St. Louis Tech Prodigy

Photo courtesy of Sam Altman

Photo courtesy of Sam Altman

Sophie Bernstein, Page Editor

Forbes Magazine’s January’s edition features 30 under 30 business prodigies. Sam Altman, at age 29, a St. Louis native and Captain Elementary School graduate is featured at the top of the venture capitalist list. Altman graduated from John Burroughs High School and attended Stanford University.

In a recent interview with Forbes, Altman explains that his best mistake was to drop out of college. After leaving Stanford where he studied computer science, he went on to start his own company, called Loopt. Loopt is an application that produces mobile location-based services, and connects people to their community. The application helps users find the location of the peers.

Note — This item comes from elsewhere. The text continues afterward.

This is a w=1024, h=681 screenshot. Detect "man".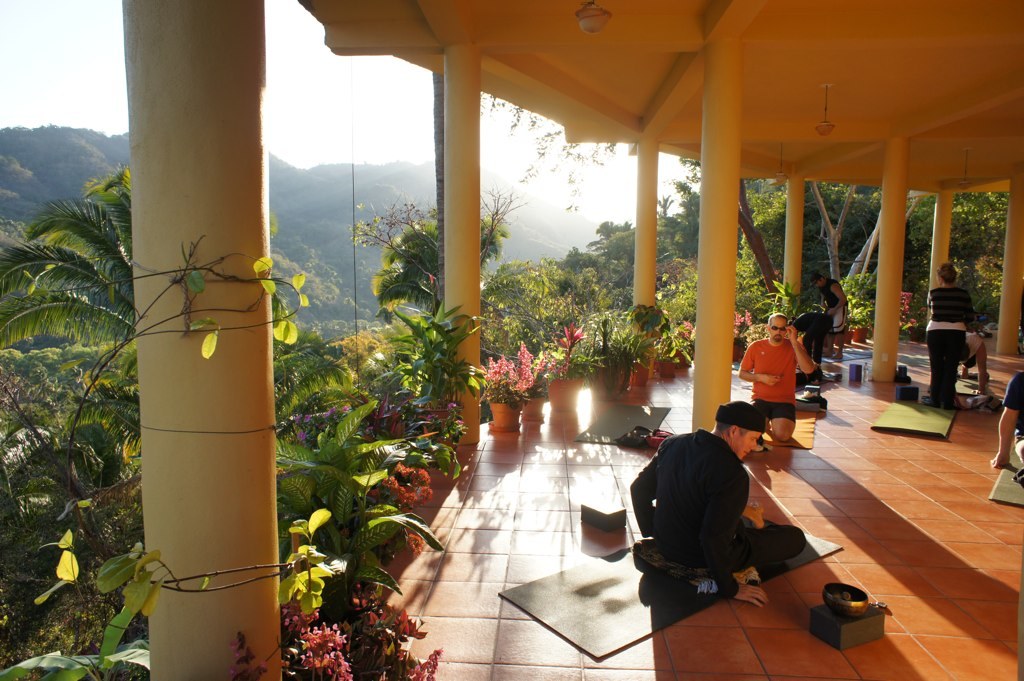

Loopt was initially funded by Y Combinator, which provides seed funding and support for start-ups. Seed funding is the earliest stage of venture funding helping entrepreneurs launch their business plan. When Loopt became a major success, Altman sold the company for over $43 million dollars to Green Dot.

Y Combinator has funded and coached more than 700 start-ups in the last 10 years. Dropbox, Scribd, Reddit, Airbnb, Disqus, Stripe are a few of the well known and respected companies Y-combinator has funded. Over 30 of the companies funded by Y combinator are worth over 100 million dollars. When the president of Y Combinator’s, Paul Graham resigned in 2014, he personally hand-picked Altman to lead the company.

Since Altman got his new position, he has been working vigorously. He has big plans to expand the company over the next decade.

Just under 30 years old and a college dropout, Altman has taught an entrepreneurship class at Stanford, sold his startup, and runs a company worth over 30 billion dollars.